Paul Gauguin (June 7, 1848 - May 9, 1903) was a leading Post-Impressionist painter. His bold experimentation with coloring led directly to the Synthetist style of modern art while his expression of the inherent meaning of the subjects in his paintings, under the influence of the cloisonnist style, paved the way to Primitivism and the return to the pastoral.
Born in Paris, he was descended from Spanish settlers in South America and the viceroy of Peru, and spent his early childhood in Lima. He was the grandson of Flora Tristan, a founder of modern feminism. After his education in Orléans, France, Gauguin spent six years sailing around the world in the merchant marines and then in the French navy. Upon his return to France in 1870, he took a job as a broker's assistant. His guardian Gustave Arosa, a successful businessman and art collector, introduced Gauguin to Camille Pissarro in 1875.

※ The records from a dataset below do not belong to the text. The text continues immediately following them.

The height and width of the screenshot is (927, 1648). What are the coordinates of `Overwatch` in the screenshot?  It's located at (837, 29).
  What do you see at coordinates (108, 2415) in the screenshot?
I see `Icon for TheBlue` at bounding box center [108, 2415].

A successful stockbroker during week-days, Gauguin spent holidays painting with Pisarro and Cezanne. Although his first efforts were clumsy, he made visible progress. By 1884 Gauguin had moved with his family to Copenhagen, where he unsuccessfully pursued a business career. Driven to paint full-time, he returned to Paris in 1885, leaving his family in Denmark. Without adequate subsistence, his wife (Mette Sophie Gadd) and their children returned to her family. Gauguin outlived almost all of his children.
Like his friend Vincent Van Gogh, with whom he spent nine weeks painting in Arles, Paul Gauguin experienced bouts of depression and at one time attempted suicide. Disappointed with Impressionism, he felt that traditional European painting had become too imitative and lacked symbolic depth. By contrast, the art of Africa and Asia seemed to him full of mystic symbolism and vigour. There was a vogue in Europe at the time for the art of other cultures, especially that of Japan (Japonisme).

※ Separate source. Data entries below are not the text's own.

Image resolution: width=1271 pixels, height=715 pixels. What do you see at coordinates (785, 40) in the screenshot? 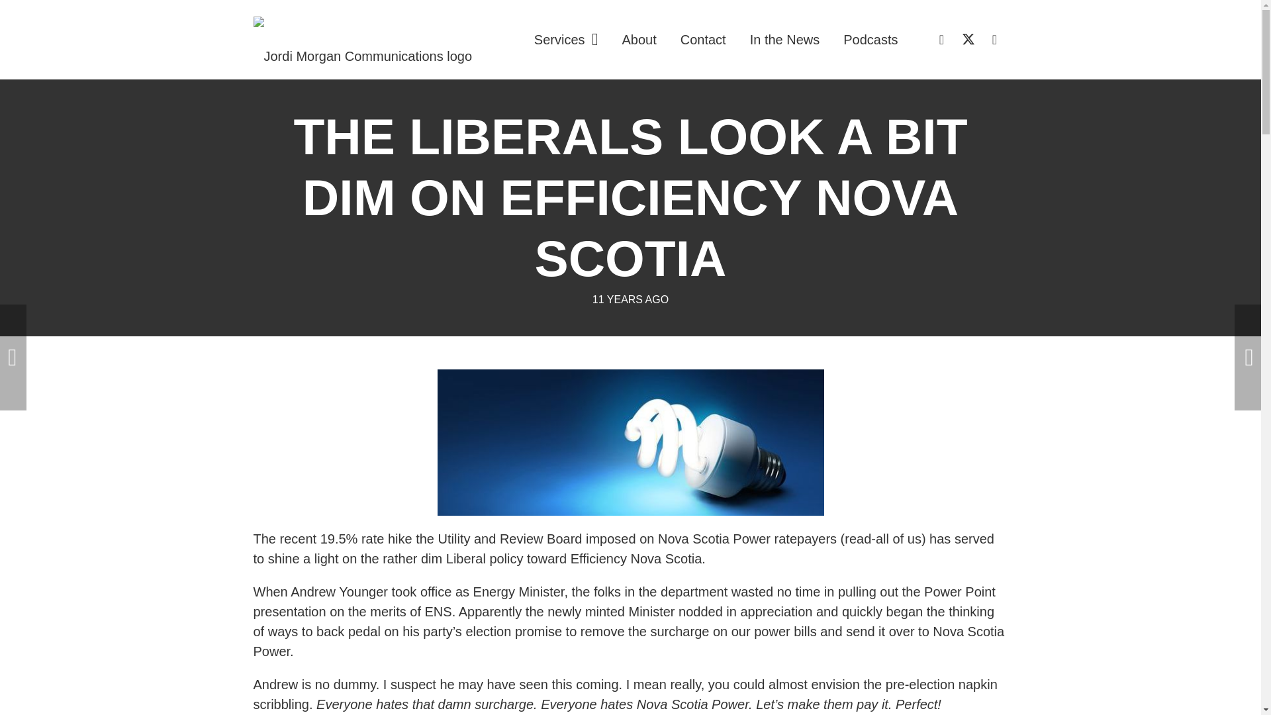
I see `In the News` at bounding box center [785, 40].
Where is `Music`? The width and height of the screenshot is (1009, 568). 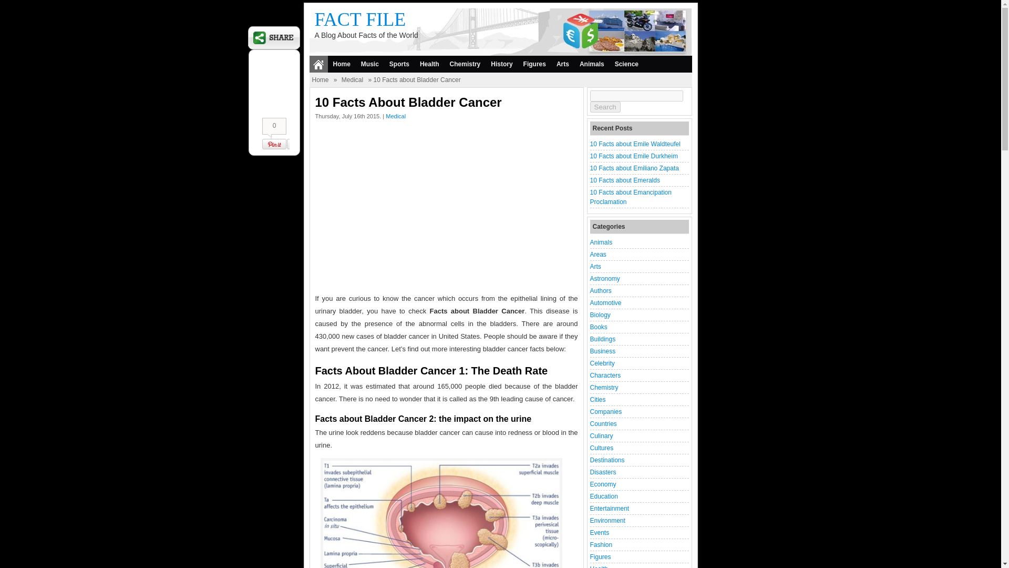 Music is located at coordinates (370, 64).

Under the influence of folk art and Japanese prints, Gauguin evolved towards Cloisonnism, a style the critic Édouard Dujardin had baptized Emile Bernard's cloisonne enamelling style with. Gaugin was very appreciative of Bernard's art and of his daring with the employment of a style which suited Gaugin in his quest for the expression of the essence of the objects in his art stripped of unnecessary aesthetic. In The Yellow Christ (1889), often cited as a quintessential Cloisonnist work, the image was reduced to areas of pure colour separated by heavy black outlines. In such works Gauguin paid little attention to classical perspective and boldly eliminated subtle gradations of colour — he dispensed with the two most characteristic principles of post-Renaissance painting. His painting later evolved towards "Synthetism" in which neither form nor colour predominate but each has an equal role.

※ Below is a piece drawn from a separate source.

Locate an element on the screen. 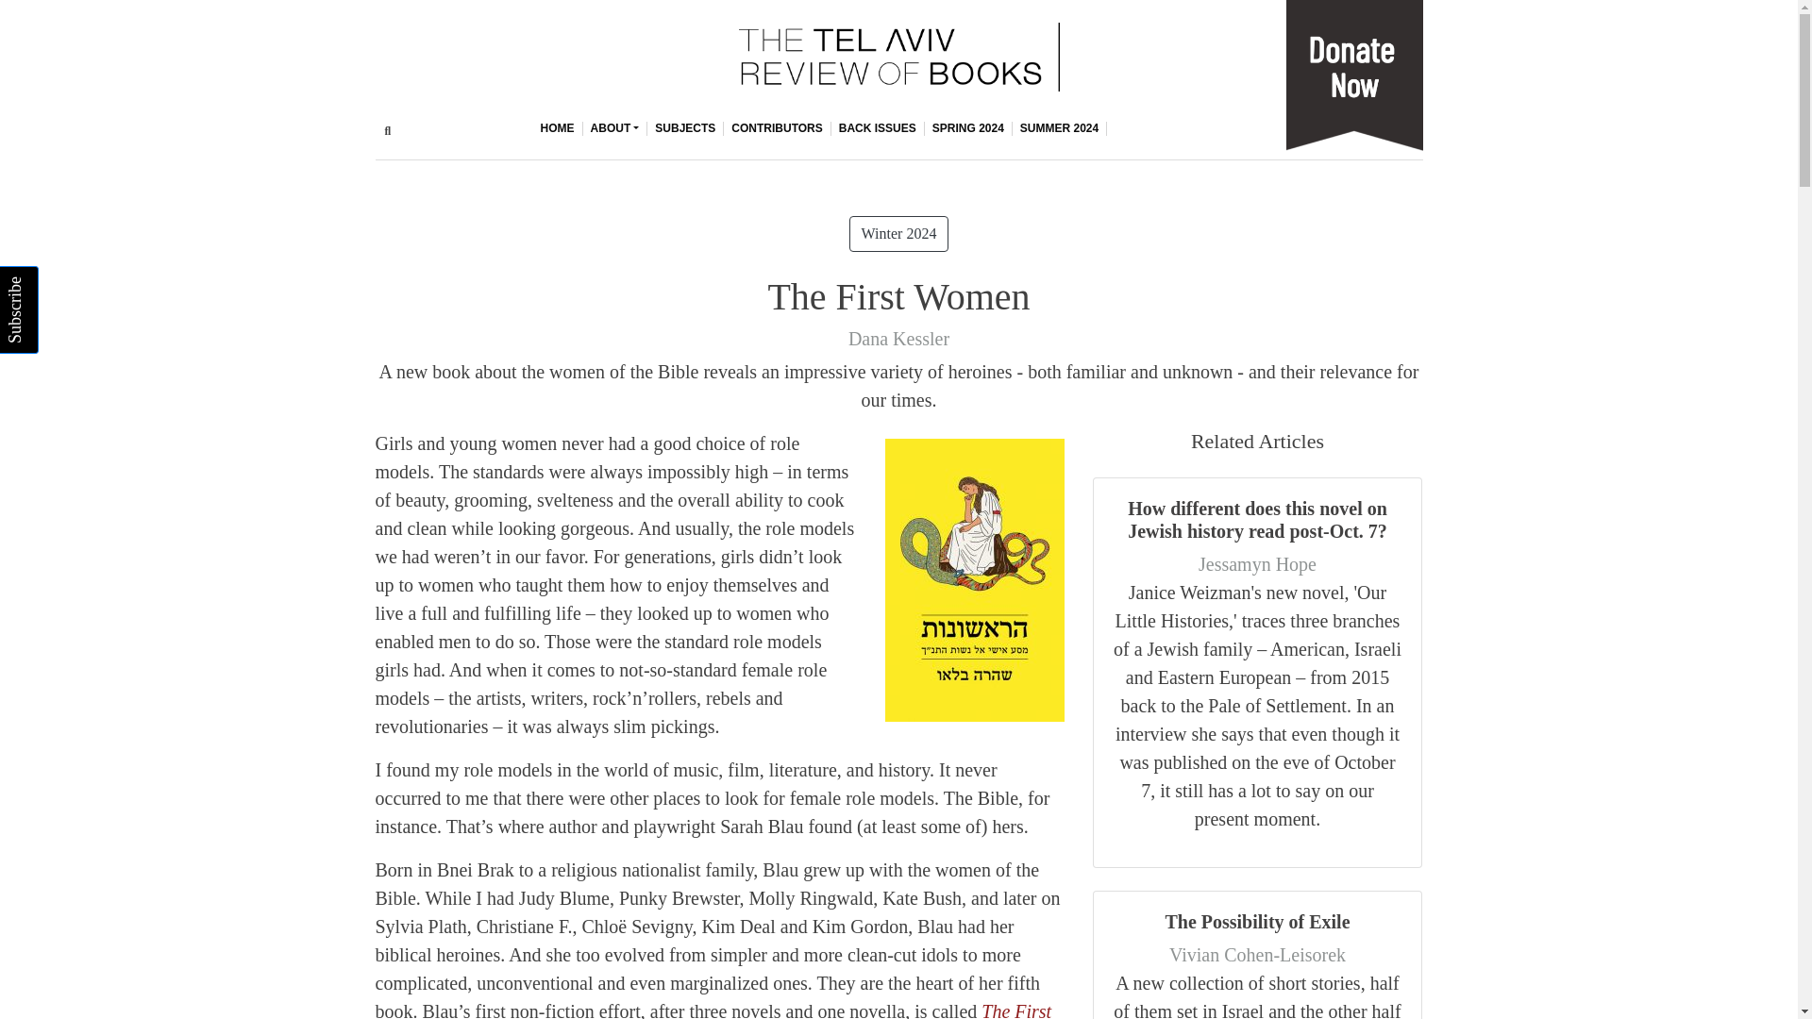 The image size is (1812, 1019). SUMMER 2024 is located at coordinates (1060, 128).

In 1891, Gauguin, frustrated by lack of recognition at home and financially destitute, sailed to the tropics to escape European civilization and "everything that is artificial and conventional." (Before this he had made several attemtpts to find a tropical paradise where he could 'live on fish and fruit' and paint in his increasingly primitive style, including short stays in Martinique and as a worker on the Panama Canal). He remained in Tahiti and later in the Marquesas Islands for most of the rest of his life, returning to France only once. His works of that period are full of quasi-religious symbolism and an exoticized view of the inhabitants of Polynesia. In Polynesia he clashed often with the colonial authorities and with the Catholic Church.
He died in 1903 and is buried in Calvary Cemetery (Cimetière Calvaire), Atuona, Hiva ‘Oa, Marquesas Islands, French Polynesia.